| 
			
			 Trump and his fellow Republicans, who control Congress, have 
			promised to repeal and replace the Affordable Care Act, known as 
			Obamacare, but a majority of Americans, including 25 percent of 
			Republicans polled, do not want it to be repealed. 
 The law has been credited with helping about 20 million people get 
			insurance coverage. Only one in five Americans would repeal the law 
			immediately, the poll found.
 
 Republicans were sharply divided, with 25 percent of those polled 
			wanting to keep it intact or fix problem parts. Some 32 percent 
			would repeal it immediately, while 44 percent would wait to repeal 
			it once an alternative plan is ready to go.
 
 "There is some recognition, even from Republican supporters, that 
			the underlying goals of the law are worthwhile," said Jack Hoadley, 
			a research professor at Georgetown University's Health Policy 
			Institute. "They still want something done, they don’t want it to 
			disappear."
 
			
			 
			About 10 percent of Democrats polled would keep the 2010 law as it 
			is and another 70 percent want it to remain intact with some fixes. 
			Some 19 percent of them want the law repealed, including 13 percent 
			who want a replacement passed first.
 Respondents interviewed by Reuters said they want the U.S. Congress 
			to address problems such as the rising cost of healthcare but even 
			many Republicans who have insurance don’t want it scrapped without a 
			replacement.
 
 "I'm afraid if you just repeal, people will lose it," said Kathy 
			Dugas, a Republican who works as a dietician near Jackson, 
			Mississippi, which has one of the country's highest obesity rates. 
			"Healthcare should be about people, not about politics,” she said. 
			“There has to be something to take care of people."
 
 Some congressional Republicans have expressed concern about starting 
			a repeal absent clarity about how to replace provisions of the 
			complicated and far-reaching law, but Congress is under pressure 
			from Trump to act quickly.
 
			
            [to top of second column] | 
 
			On Friday, the U.S. House of Representatives passed a fiscal 2017 
			budget by a vote of 227-198, nearly along party lines, that 
			establishes a reconciliation procedure to shield an Obamacare repeal 
			from Senate filibusters. 
			The Reuters poll mirrors findings from a poll released in early 
			January by the Kaiser Family Foundation that also found the public 
			divided: Almost half the people in that poll wanted the law repealed 
			but 28 percent of that group want to know the details of the 
			replacement before Obamacare is scrapped.
 The Reuters/Ipsos poll was conducted online in English in all 50 
			states.
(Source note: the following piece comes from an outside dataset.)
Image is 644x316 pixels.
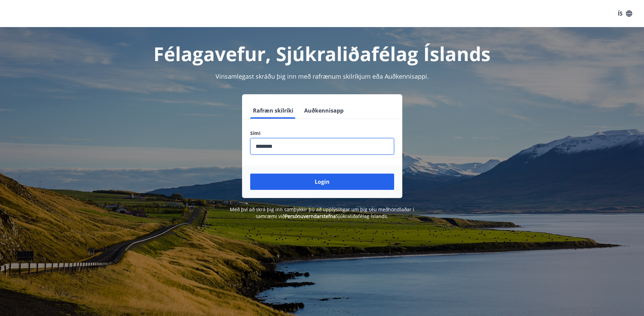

The question on Obamacare included responses from 2,232 
			American adults, including 951 Democrats and 879 Republicans. It has 
			a credibility interval, a measure of accuracy, of 2 percentage 
			points for the entire group, and 4 percentage points for the 
			Democrats and Republicans.
 
 (Reporting by Jilian Mincer Editing by Caroline Humer and Chris Kahn 
			and James Dalgleish)
 
			[© 2017 Thomson Reuters. All rights 
				reserved.] Copyright 2017 Reuters. All rights reserved. This material may not be published, 
			broadcast, rewritten or redistributed.